Hello good people, I wanted to talk today about auxiliary functions. I have a brief understanding of what it is, however, I am still rather confused on what it actually does.

Lets say for example I have a function that calculates leapyear as TRUE or FALSE, how would I use it as an auxiliary function? How would it be incorporated into another functions, lets say one that determines whether or not a date is real or not.

Many thanks for any claifications in advance.

Here's my 2 cents:
Let's say I have a function that turns Year,month,day into day of year:

def ymd2doy(y,m,d):
    if y<100: y+=2000
    ly=0
    if (y-2000)%4==0: ly=1
    md=(31,28+ly,31,30,31,30,31,31,30,31,30,31)
    for i in xrange(m-1): d+=md[i]
    return d

Instead of if (y-2000)%4==0: ly=1 I want to use a function:

def leapyr (y):
   return (y-2000)%4==0

so:

def ymd2doy(y,m,d):
    if y<100: y+=2000
    ly=0
    if leapyr(y): ly=1
    md=(31,28+ly,31,30,31,30,31,31,30,31,30,31)
    for i in xrange(m-1): d+=md[i]
    return d

Is that what you meant?

You're amazing rrashkin! Yes that is what I am looking for, you made it rather simple to understand. Many thanks for the help. (:

Some remarks...

I would say that a function is auxiliary if it is called and used by a limited set of functions (methods, other callables) and does not provide functionality(meaning) on its own.

If you write some date arithmetic module, then isleapyear appears not to be an auxiliary function. It has functionality, that can be understood and possibly used by the user (caller) of the module.

Here is an example of an auxiliary function:
http://my.safaribooksonline.com/book/programming/python/0596007973/python-shortcuts/pythoncook2-chp-4-sect-22

Your original question was to determine if a date is valid:

def throws(t, f, *a, **k):
    '''Return True iff f(*a, **k) raises an exception whose type is t
      (or, one of the items of _tuple_ t, if t is a tuple).'''
    try:
        f(*a, **k)
    except t:
        return True
    else:
        return False

def is_valid_date(date_string):
    import datetime
    return not throws(ValueError,datetime.datetime.strptime,date_string, '%Y-%m-%d')

print is_valid_date('2014-02-28')
print is_valid_date('2014-02-29')    
commented: interesting method +14
Be a part of the DaniWeb community

We're a friendly, industry-focused community of developers, IT pros, digital marketers, and technology enthusiasts meeting, networking, learning, and sharing knowledge.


■ **What you are asked to do**:
Starting at the line below that contains "Identify the location" and ending at the line that contains "This screenshot has width=929, height=487.", retype each line exactly as it stands, but omit the pictures.
========
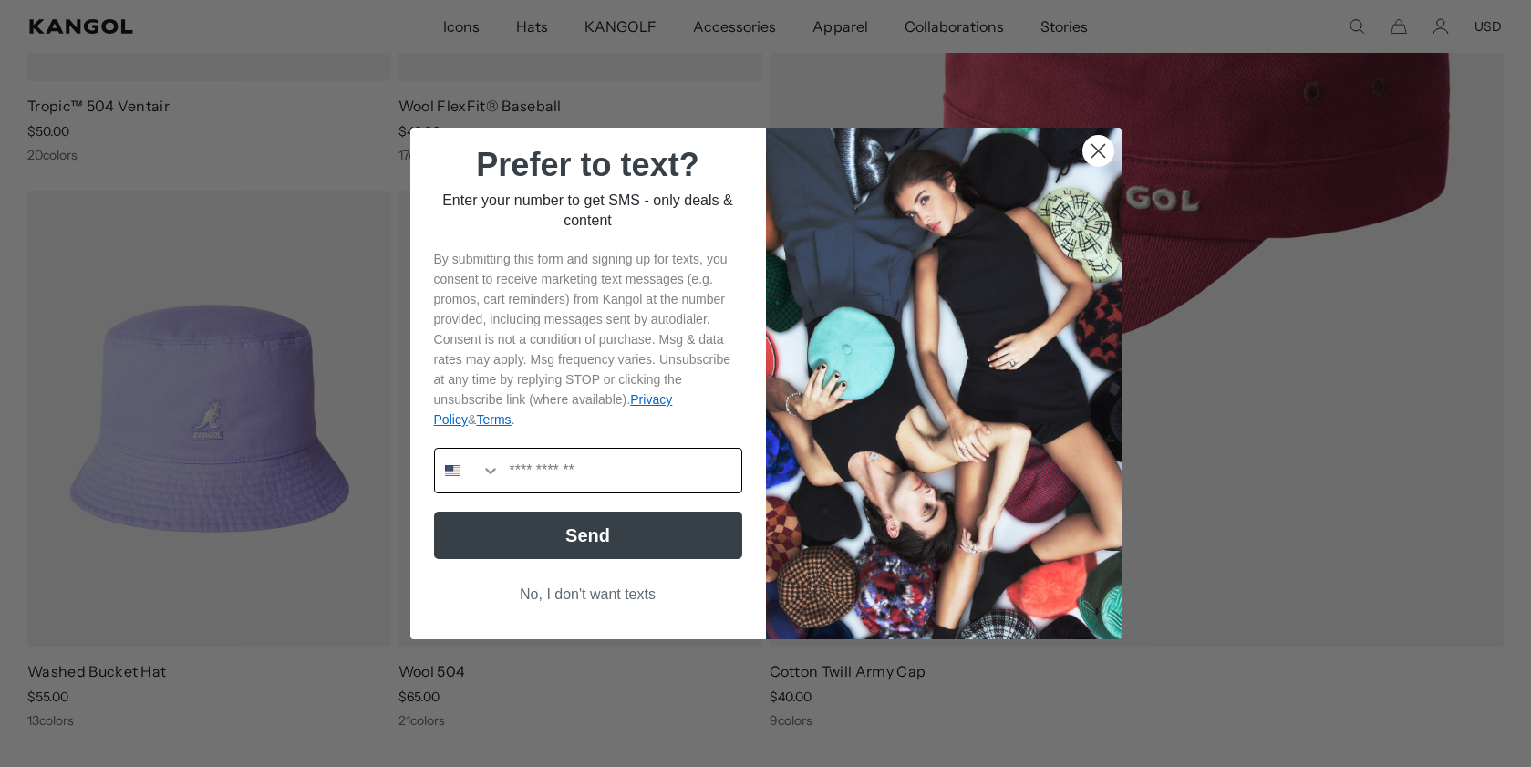  What do you see at coordinates (588, 594) in the screenshot?
I see `button: No, I don't want texts` at bounding box center [588, 594].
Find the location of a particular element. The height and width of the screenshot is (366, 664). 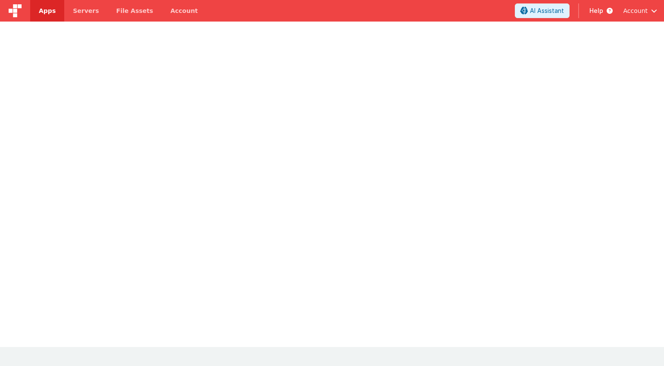

button: Account is located at coordinates (640, 11).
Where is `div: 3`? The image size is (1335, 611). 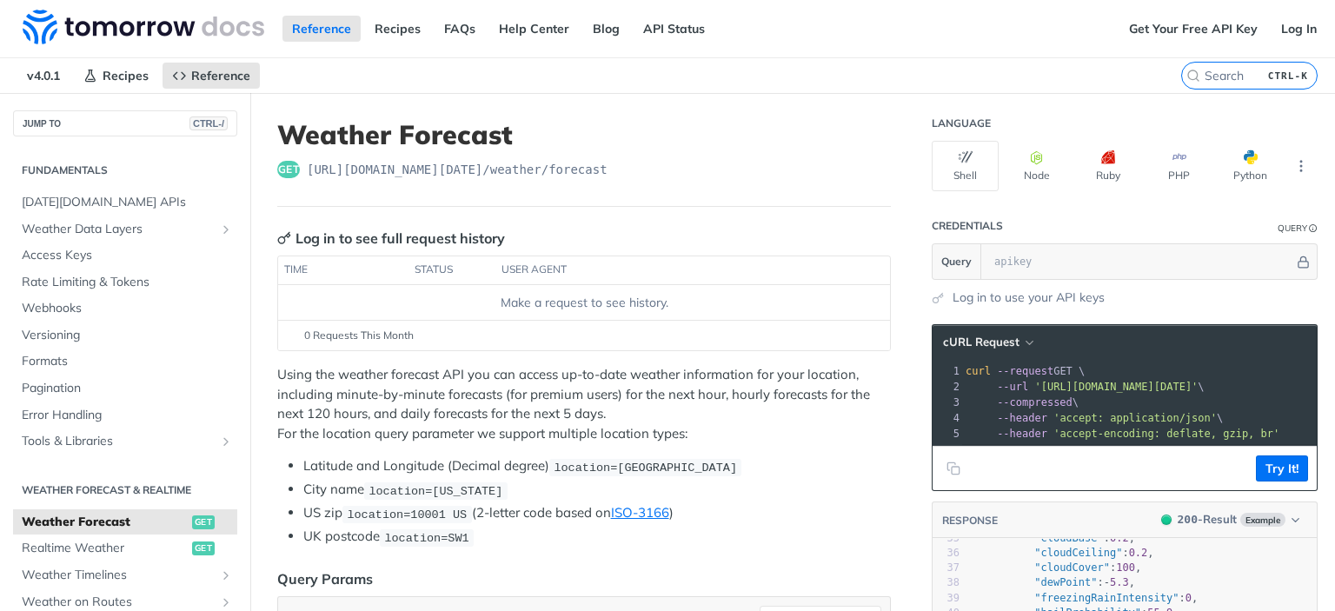
div: 3 is located at coordinates (947, 402).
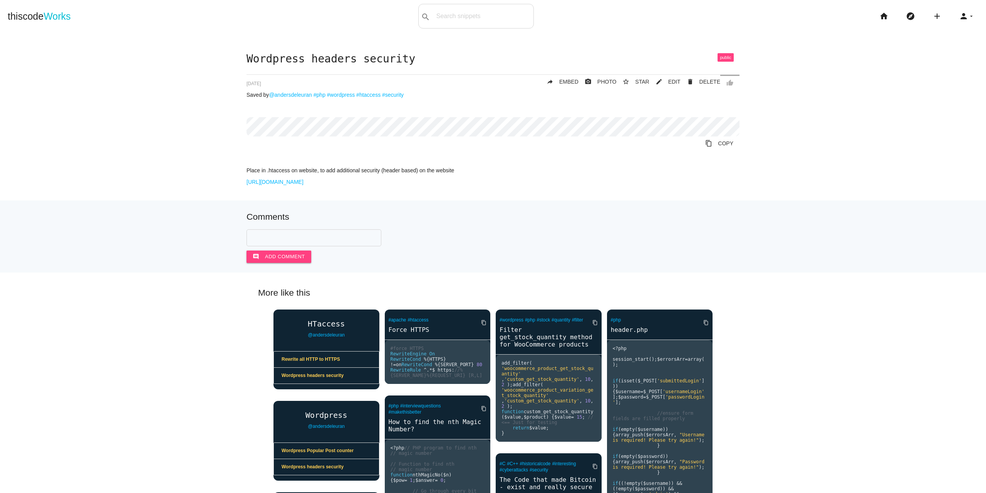  What do you see at coordinates (456, 364) in the screenshot?
I see `span: SERVER_PORT` at bounding box center [456, 364].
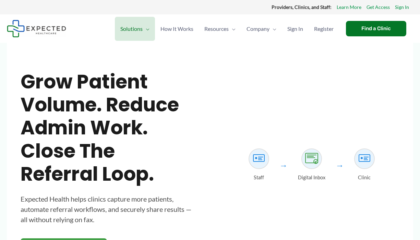 The height and width of the screenshot is (240, 420). Describe the element at coordinates (349, 7) in the screenshot. I see `a: Learn More` at that location.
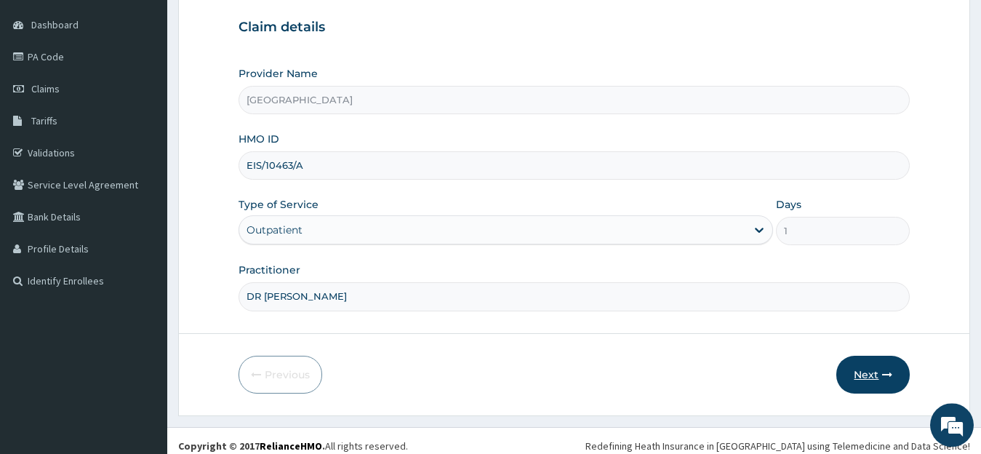 Image resolution: width=981 pixels, height=454 pixels. I want to click on span: We're online!, so click(143, 208).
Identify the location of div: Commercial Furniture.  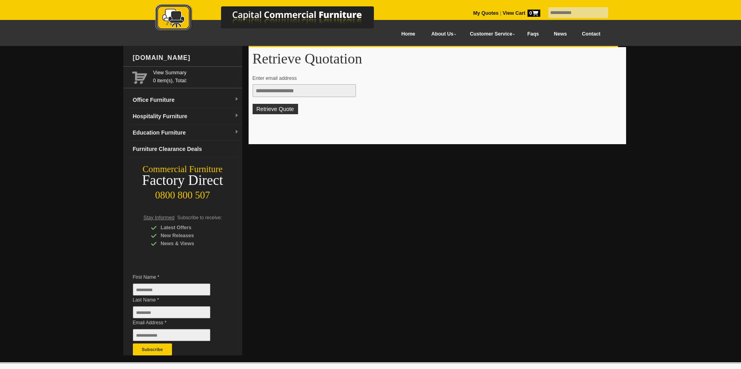
(183, 169).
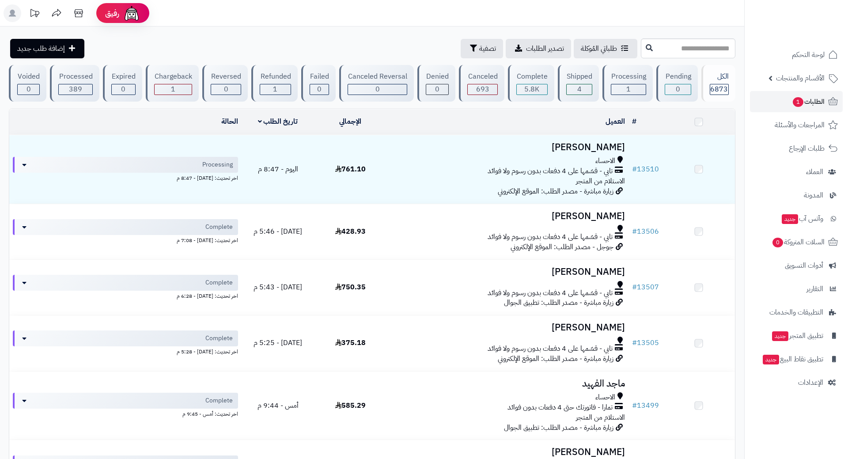 The image size is (848, 459). What do you see at coordinates (278, 169) in the screenshot?
I see `span: اليوم - 8:47 م` at bounding box center [278, 169].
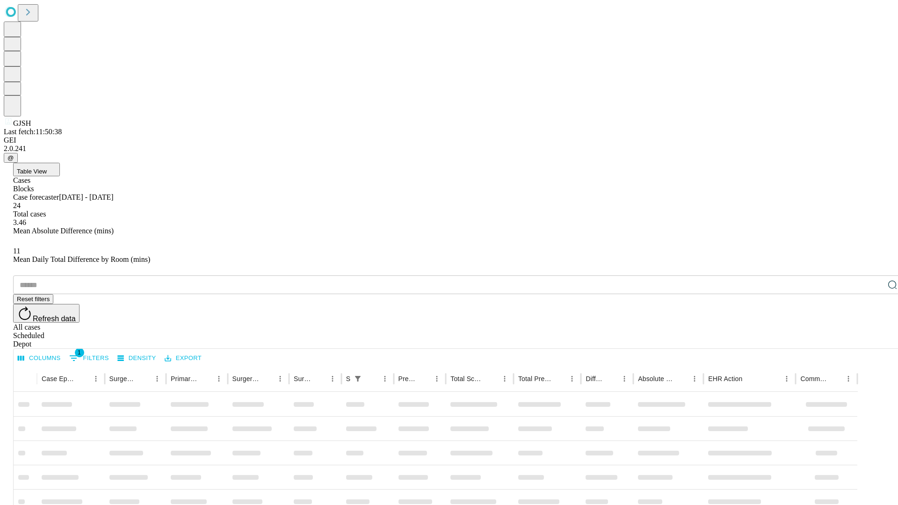 This screenshot has width=898, height=505. What do you see at coordinates (17, 205) in the screenshot?
I see `span: 24` at bounding box center [17, 205].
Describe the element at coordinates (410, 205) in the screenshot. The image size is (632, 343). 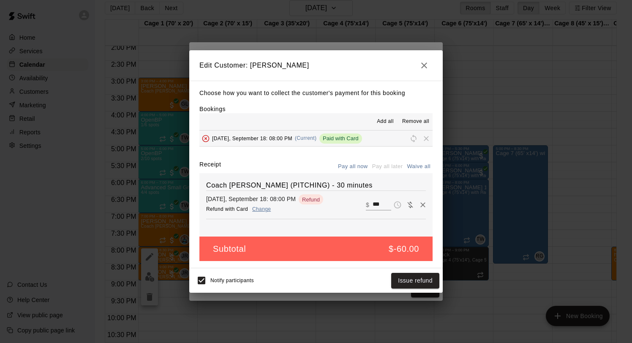
I see `span: Waive payment` at that location.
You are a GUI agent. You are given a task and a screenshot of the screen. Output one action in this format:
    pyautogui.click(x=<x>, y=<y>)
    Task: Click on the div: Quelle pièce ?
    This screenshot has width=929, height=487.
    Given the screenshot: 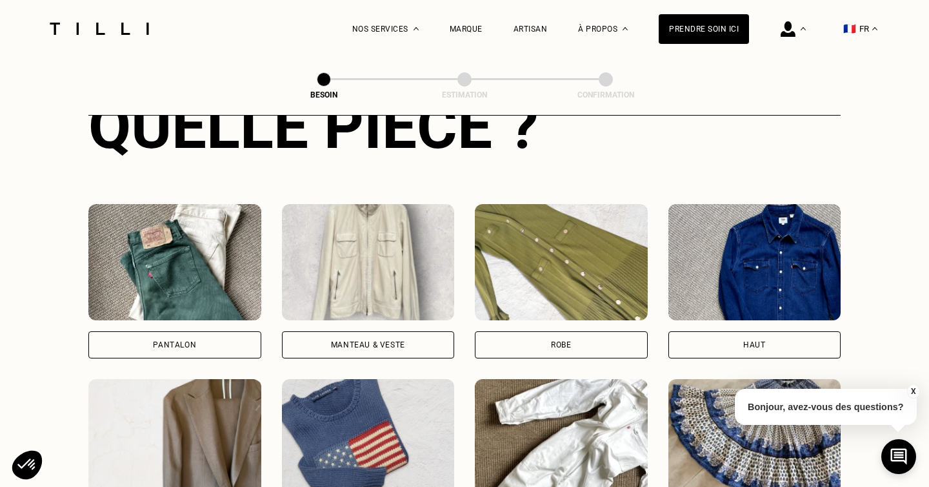 What is the action you would take?
    pyautogui.click(x=465, y=126)
    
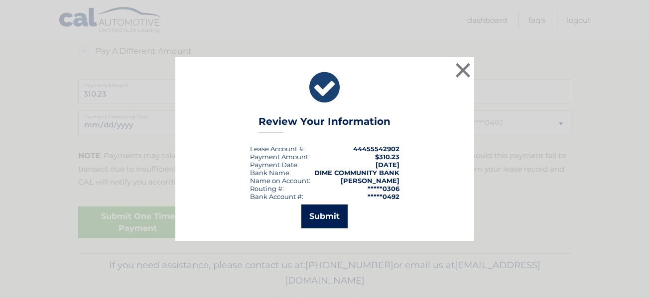  Describe the element at coordinates (387, 157) in the screenshot. I see `span: $310.23` at that location.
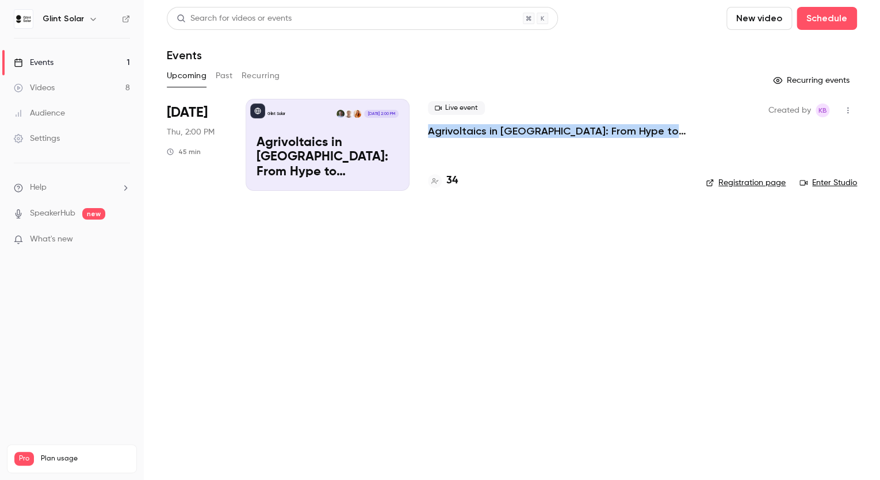  I want to click on button: Schedule, so click(826, 18).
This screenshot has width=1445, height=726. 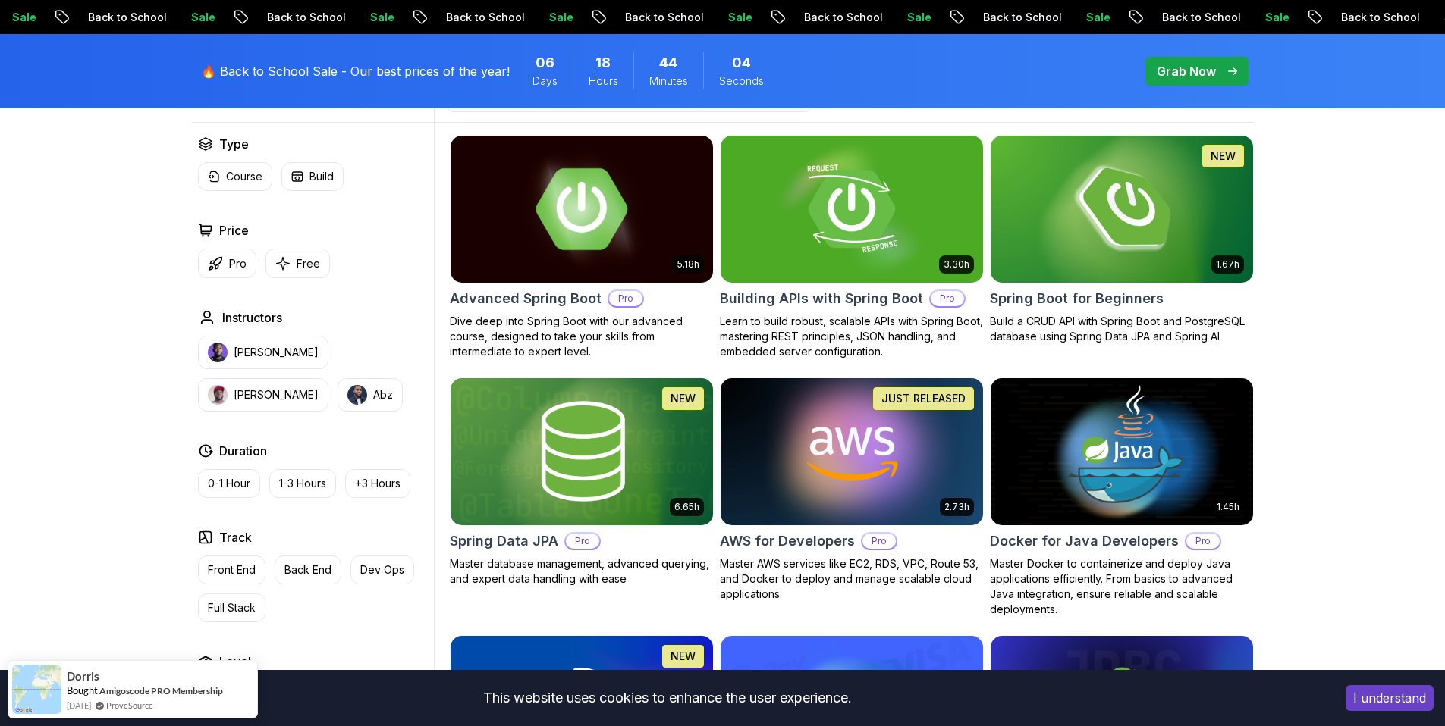 I want to click on button: instructor imgAbz, so click(x=370, y=395).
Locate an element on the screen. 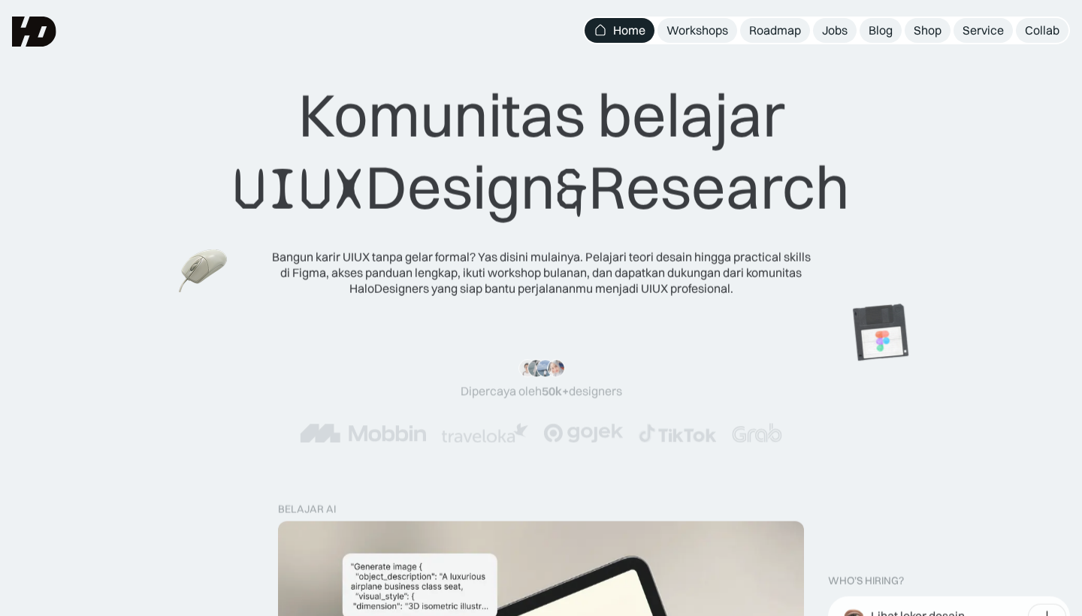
========
■ **Worked solution**:
Identify the location of div: Commercial Furniture.  
(183, 169).
 The image size is (848, 459). What do you see at coordinates (278, 169) in the screenshot?
I see `span: اليوم - 8:47 م` at bounding box center [278, 169].
 This screenshot has width=898, height=505. What do you see at coordinates (17, 205) in the screenshot?
I see `span: 24` at bounding box center [17, 205].
Describe the element at coordinates (410, 205) in the screenshot. The image size is (632, 343). 
I see `span: Waive payment` at that location.
You are a GUI agent. You are given a task and a screenshot of the screen. Output one action in this format:
    pyautogui.click(x=<x>, y=<y>)
    Task: Click on the div: Quelle pièce ?
    This screenshot has width=929, height=487.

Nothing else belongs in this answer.